Here's an adaptation of Moinuddin Quadri's O(n+m) solution that catches the "empty league" case, and which incidentally does not require any modules to be imported. The dict output does double-duty as his league_ids set, and since it's pre-initialized, it does not need to be a collections.defaultdict:
output = { league['league_id']:[] for league in leagues }
for team in teams:
if team['league_id'] in output:
output[team['league_id']].append(team['name'])
print(output)
The output is:
{1: ['Kings', 'Sharkls'], 2: ['Reign', 'Heat']}
You do not need itertools here, instead collections.defaultdict is better choice. Complexity of your solution is O(n*m) whereas with defaultdict, it will be O(n+m).
You can achieve what you want like:
from collections import defaultdict
# create set to store `league_id` in `leagues`. Set holds unique
# values and also searching in set is faster than in normal list
leagues_id = set([item['league_id'] for item in leagues])
my_dict = defaultdict(list)
for item in teams:
if item['league_id'] in leagues_id:
my_dict[item['league_id']].append(item['name'])
where at the end my_dict will hold the value:
{1: ['Kings', 'Sharkls'], 2: ['Reign', 'Heat']}
Edit: In case you also want entry in my_dict for the league_id present in leagues, but not in teams, you need to explictly make entries like:
for leagues_id in leagues_ids:
_ = my_dict[leagues_id] # Will create empty list for such ids
Checking t['league_id'] == x['league_id'] looks not necessary.
You can simplify with:
import collections
league_teams = collections.defaultdict(list)
for t in teams:
league_teams[t['league_id']].append(t['name'])
If you really want itertools for that:
import itertools
league_teams = {k: [t['name'] for t in g]
for k, g in itertools.groupby(teams, key=lambda t: t['league_id'])}
But it will only work if the teams list is sorted.
I know this is going to sound like I just need to use json.loads from the title. But I don't think that's the case here. Or at least I should be able to do this without any libraries (plus I want to understand this and not just solve it with a library method).

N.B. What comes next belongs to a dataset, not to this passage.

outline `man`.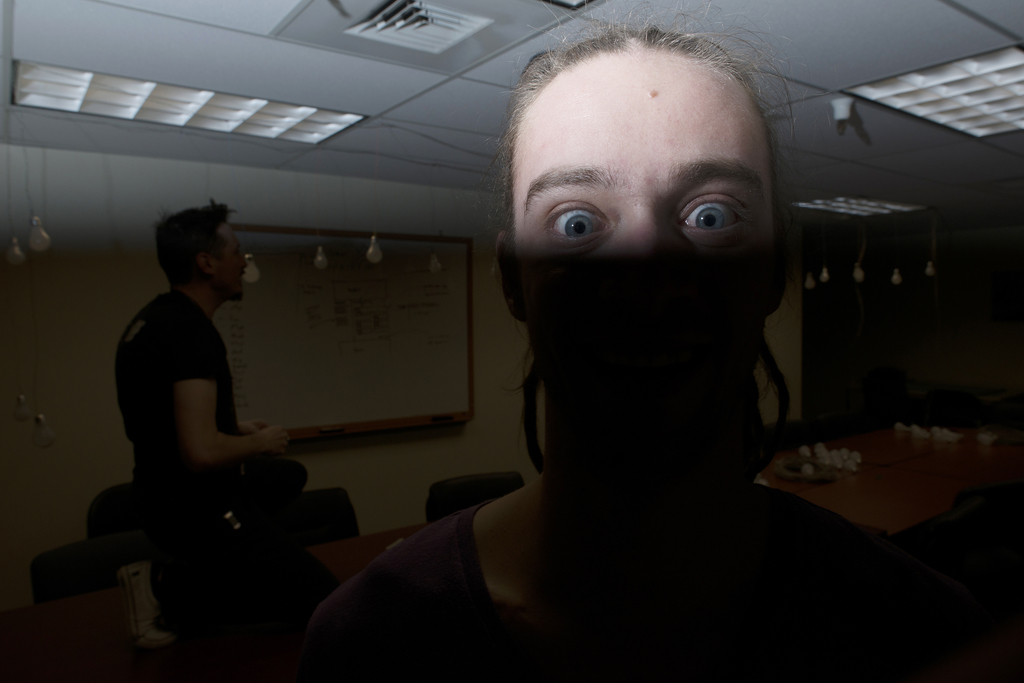
Outline: 359/38/916/653.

What I have currently is a dictionary where the keys are words and the values are total counts for those words:
myDict = { "word1": 12, "word2": 18, "word3": 4, "word4": 45 }
and so on...
what I want is for it to become something like the following (so that I can insert it into a scraperwiki datastore):
myNewDict = {"entry": "word1", "count": 12, "entry": "word2", "count": 18, "entry": "word3", "count": 4, "entry": "word4", "count": 45}
I figured I could just loop over myDict and insert each key/value after my new chosen keys "entry" and "count" (like so):
for k, v in myDict.iteritems():
myNewDict = { "entry": k, "count": v }
but with this, myNewDict is only saving the last result (so only giving me myNewDict={"entry":"word4", "total":45}
what am I missing here?
What you need is a list:
entries = []
for k, v in myDict.iteritems():
entries.append({ "entry": k, "count": v })
Or even better with list comprehensions:
entries = [{'entry': k, 'count': v} for k, v in myDict.iteritems()]

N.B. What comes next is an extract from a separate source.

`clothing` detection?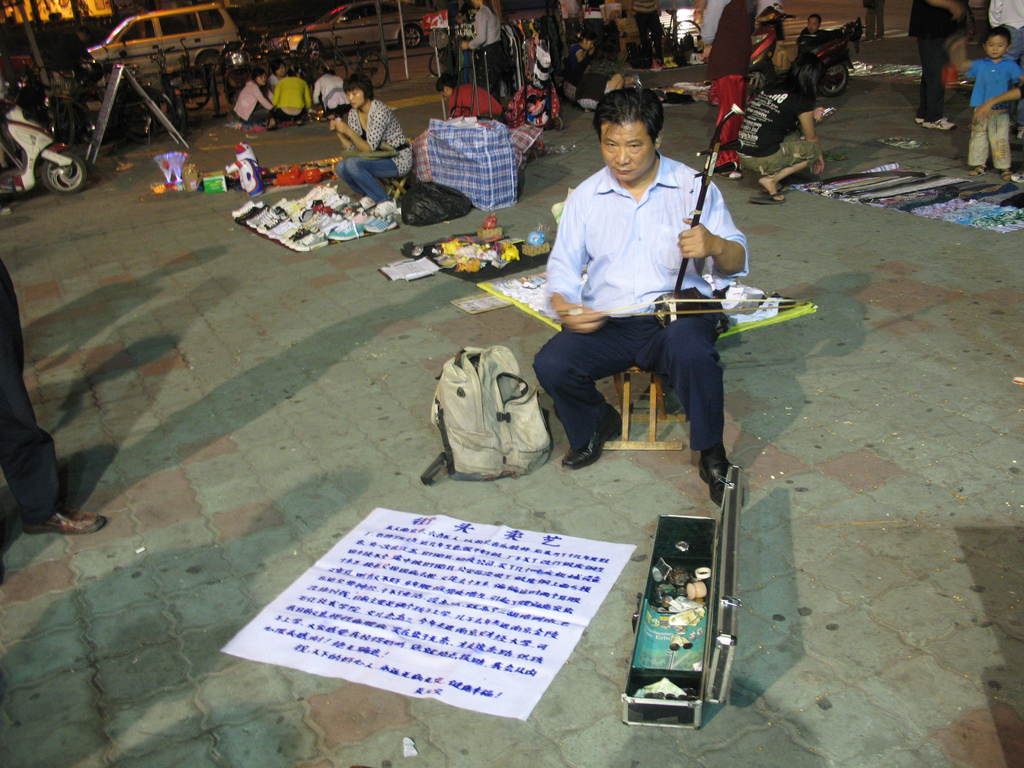
locate(985, 0, 1023, 44)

In more details, you were overriding myDict at each iteration of the loop, creating a new dict every time. In case you need it, you could can add key/values to a dict like this :
myDict['key'] = ...
.. but used inside a loop, this would override the previous value associated to 'key', hence the use of a list. In the same manner, if you type:
myNewDict = {"entry": "word1", "count": 12, "entry": "word2", "count": 18, "entry": "word3", "count": 4, "entry": "word4", "count": 45}
you actually get {'count': 45, 'entry': 'word4'} !
Note: I don't know what's the expected format of the output data but JSON-wise, a list of dicts should be correct (in JSON keys are unique too I believe).

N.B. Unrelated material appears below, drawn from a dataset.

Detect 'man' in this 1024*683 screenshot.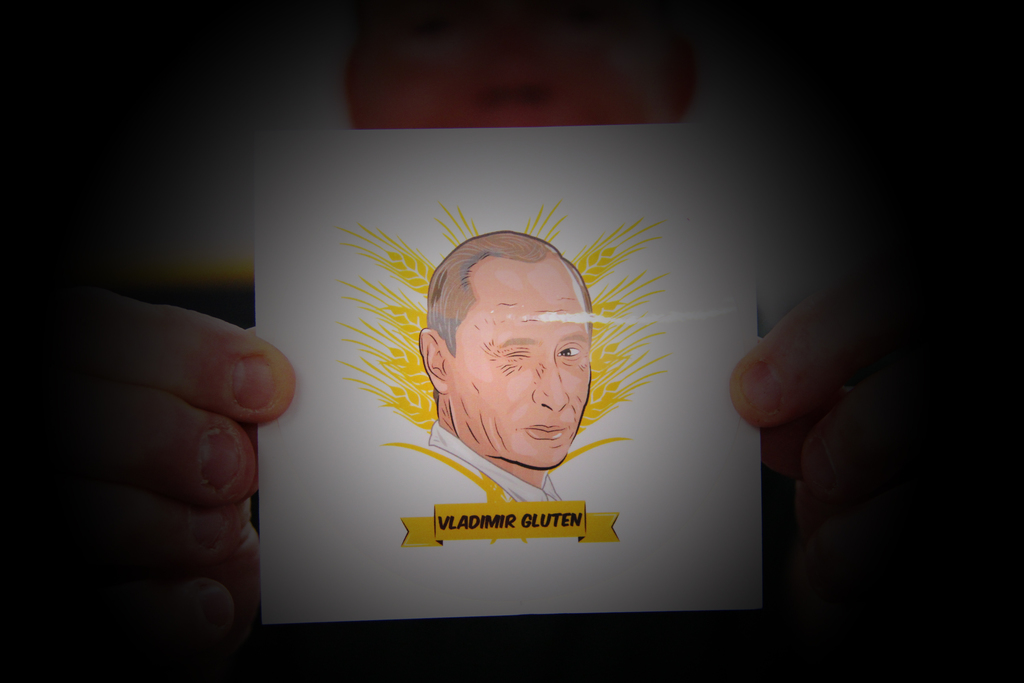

While it's not clear 100% clear what output you want, if you want just a string in the format you've outlined above, you could modify your loop to be of the form:
myCustomFormat = '{'
for k, v in myDict.iteritems():
myCustomFormat += '"entry": {0}, "count": {1},'.format(k, v)
# Use slice to trim off trailing comma
myCustomFormat = myCustomFormat[:-1] + '}'
That being said, this probably isn't what you want. As others have pointed out, the duplicative nature of the "keys" will make this somewhat difficult to parse.